Ideally this compensation would come through outright grants and fiscal transfers, but another option for larger businesses might be long-term zero-interest loans or loan guarantees. Luckily, this response is now feasible because of the way the 2008 crisis transformed the world economy and financial markets, offering governments unlimited financing with zero interest rates, low inflation, and tolerance for previously unthinkable monetary and fiscal experimentation.

To be clear, in the current situation, monetary policy won’t do anything to stimulate economic activity. Nor do policymakers want it to: more economic activity now would only aggravate the public-health crisis. But zero rates and huge liquidity injections are still necessary to prevent financial systems from collapsing.

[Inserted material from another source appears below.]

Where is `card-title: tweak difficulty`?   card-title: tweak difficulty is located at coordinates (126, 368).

Fiscal measures designed to support recovery should wait until the virus is under control. What governments can and should do now is reassure their citizens and businesses that they can stay at home and not worry about lost incomes, because the government will make up for the losses once the crisis is over.

Based on China’s experience, the fiscal cost of comprehensive compensation for lost income could easily come to 10% of annual GDP. And if the epidemic turned out to be worse than in China, which now looks likely, the fiscal cost could be as high as 25% of GDP. These may seem like mind-boggling numbers, but they can be financed in one or more of three ways.

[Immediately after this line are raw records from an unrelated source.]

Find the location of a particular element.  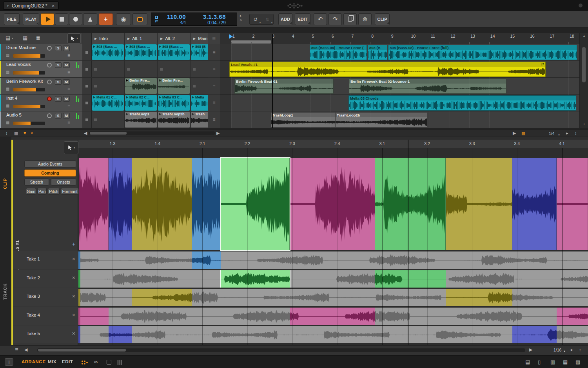

transport-play-button is located at coordinates (47, 19). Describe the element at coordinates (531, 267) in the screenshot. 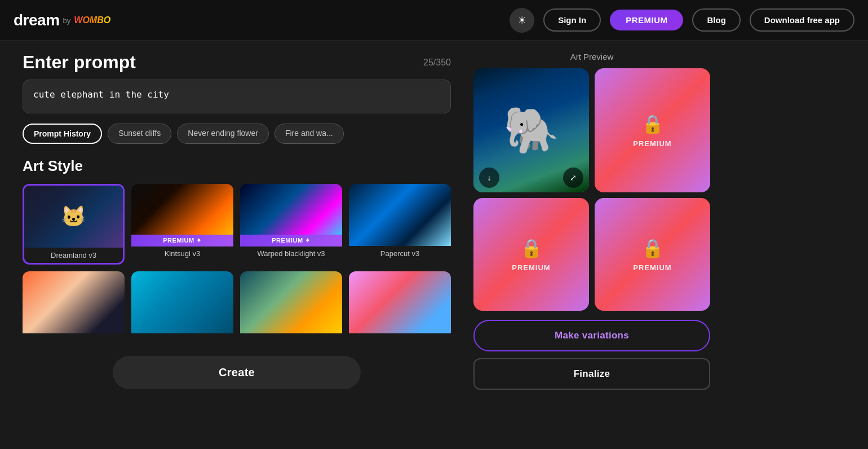

I see `premium-label-2: PREMIUM` at that location.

First, every G20 country, with the possible exception of Italy, could easily increase its government debt-to-GDP ratio by 25 percentage points without raising any serious questions about solvency. And debt-service costs would hardly rise at all if central banks committed to keeping short rates at zero for at least two years, and investors were forced by regulation and financial repression to match liabilities with long maturities.

There is a fundamental difference between a one-off fiscal transfer, however large, and fiscal stimulus through tax cuts or spending commitments that permanently increase annual deficits. A one-off transfer of 25% of GDP does less damage to long-term fiscal solvency than a tax cut of 1% or 2% of GDP or long-term spending commitments that change the fiscal structure for decades ahead.

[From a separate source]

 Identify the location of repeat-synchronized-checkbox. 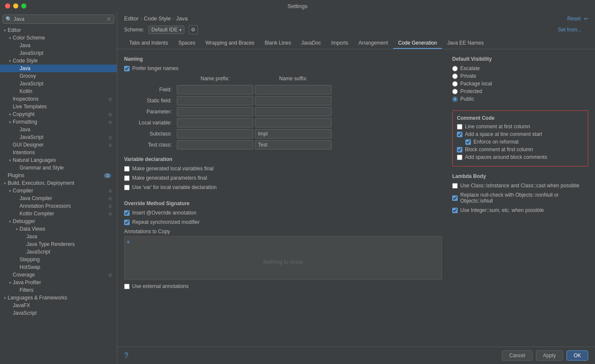
(127, 223).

Second, central banks could increase their quantitative easing programs to absorb the entire additional debt issuance. In short, the monetary base in every G7 economy could simply expand by 25% of GDP.

Lastly, compensation for businesses and workers could come directly from central banks through targeted drops of “helicopter” money.

Agreement among governments and central banks around the world on a single method would boost the credibility of the response. In practice, however, some combination of these three policies could be employed.

But should it? There are two objections to full government compensation: It could ultimately prove inflationary, and it would represent an unprecedented intervention by governments to bail out and subsidize businesses.

These are weak objections. Today, everyone wants higher inflation. While this might eventually – maybe by the second half of the decade – turn out to be a mistake, there will be plenty of time to switch to anti-inflationary policies between now and then.

Full compensation is far from unprecedented. Farmers are regularly compensated for agricultural disasters, such as mad cow disease, or even for plunging agricultural prices and trade wars. Regions and households suffering from floods, earthquakes, or wildfires are normally compensated through disaster relief or subsidized insurance.

And, since 2008, banks, insurance companies, and financial markets have received effective fiscal transfers in many countries amounting to far more than 25% of GDP. The difference in this case is that the disaster affects everyone, which, in principle, makes the case for compensation stronger. The only reason why governments around the world are still thinking in terms of loans and credit guarantees, instead of direct fiscal compensation, is that no special-interest lobby such as farmers or bankers is demanding targeted relief.